Key Type Default Meaning
nimbus.even.rebalance.idle-supervisor.enabled boolean false Master switch. When false, the new code paths are short-circuited and behavior is identical to today.
nimbus.even.rebalance.max-free-per-topology int 0 Optional upper bound on the number of workers a single topology may release per round. 0 or negative means unbounded (the per-round budget above takes effect).

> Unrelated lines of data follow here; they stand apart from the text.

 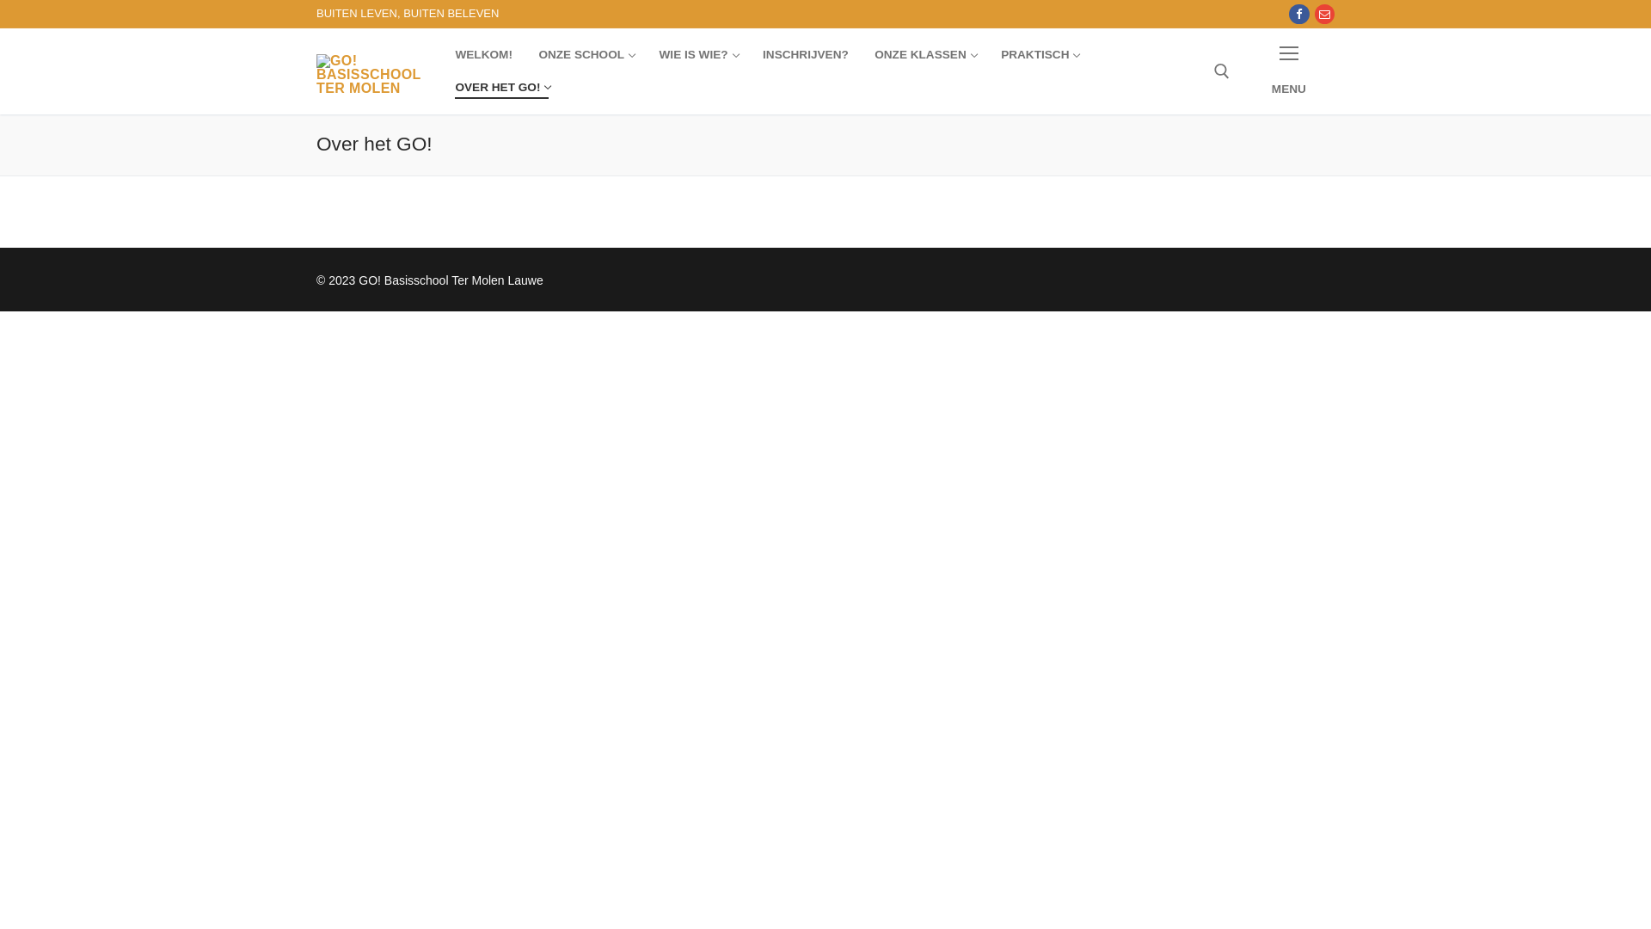 What do you see at coordinates (0, 0) in the screenshot?
I see `Spring naar de inhoud` at bounding box center [0, 0].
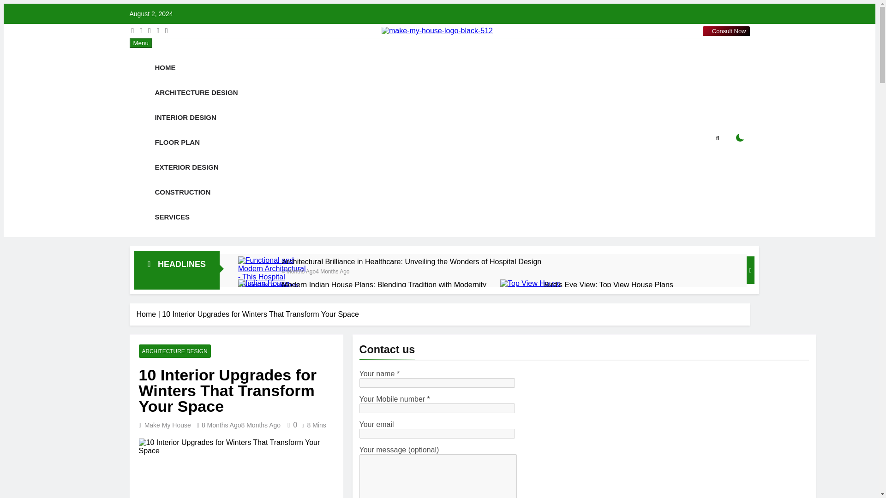 Image resolution: width=886 pixels, height=498 pixels. What do you see at coordinates (384, 285) in the screenshot?
I see `Modern Indian House Plans: Blending Tradition with Modernity` at bounding box center [384, 285].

Safety guards (already in the draft)

  • Opt-in (default off): zero behavior change for existing deployments.
  • Binary trigger: an "almost balanced" cluster cannot trigger a relocation; no time-based cooldown is needed because the trigger condition itself rules out instability.
  • Drain-to-zero protection: a supervisor that holds only one worker of a topology is never the donor — the same round can never produce a new idle supervisor.
  • Round-robin across topologies: prevents the first-scheduled topology from monopolizing the idle capacity, which would concentrate one workload on the returning supervisor.
  • Idle-side slot cap: the round-robin pass never tries to free more workers than the idle capacity can absorb.
  • Direct placement: relocated executors never bounce back onto the just-vacated busy supervisors.

Implementation outline

The draft (against master / 3.0.0-SNAPSHOT) touches three production files plus a test:

storm-server/src/main/java/org/apache/storm/DaemonConfig.java
   - Two new keys (above).

storm-server/src/main/java/org/apache/storm/scheduler/Cluster.java
   - needsScheduling: extra branch via hasIdleSupervisorReusableBy().
   - hasIdleSupervisorReusableBy(): binary check, returns false when disabled.

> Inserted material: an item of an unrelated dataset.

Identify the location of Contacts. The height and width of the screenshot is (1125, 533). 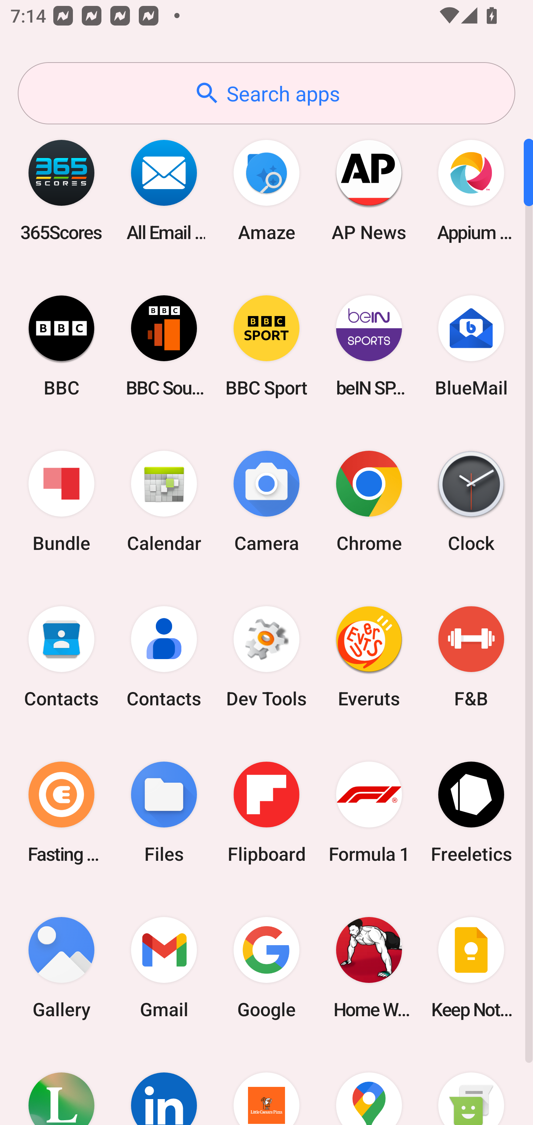
(164, 657).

storm-server/src/main/java/org/apache/storm/scheduler/EvenScheduler.java
   - scheduleTopologiesEvenly(): calls redistributeOntoIdleSupervisors() first.
   - redistributeOntoIdleSupervisors(): round-robin across topologies.
   - relocateOneWorkerOntoIdleSlot(): pulls one worker from the most-loaded
     supervisor of a topology, places it directly onto an idle slot.

conf/defaults.yaml
   - Defaults for the two new keys.

storm-server/src/test/java/.../TestEvenSchedulerIdleSupervisor.java
   - 9 unit tests covering trigger, drain cap, single-worker no-op,
     drain-to-zero protection, one-round even distribution, and
     round-robin sharing across multiple topologies.

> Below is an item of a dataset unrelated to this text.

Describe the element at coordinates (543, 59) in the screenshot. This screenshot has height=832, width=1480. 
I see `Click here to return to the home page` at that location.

I will open the PR once this proposal direction is agreed upon.


Backward compatibility

  • Default off, so out-of-the-box behavior of DefaultScheduler / EvenScheduler is byte-for-byte identical.
  • No public API removed or renamed. Two new public methods (Cluster#hasIdleSupervisorReusableBy, EvenScheduler#redistributeOntoIdleSupervisors) are additions only.
  • New config keys both have safe defaults; no new YAML is required for existing clusters.

Feedback welcome on direction, naming, and scope before I open the PR. Thanks!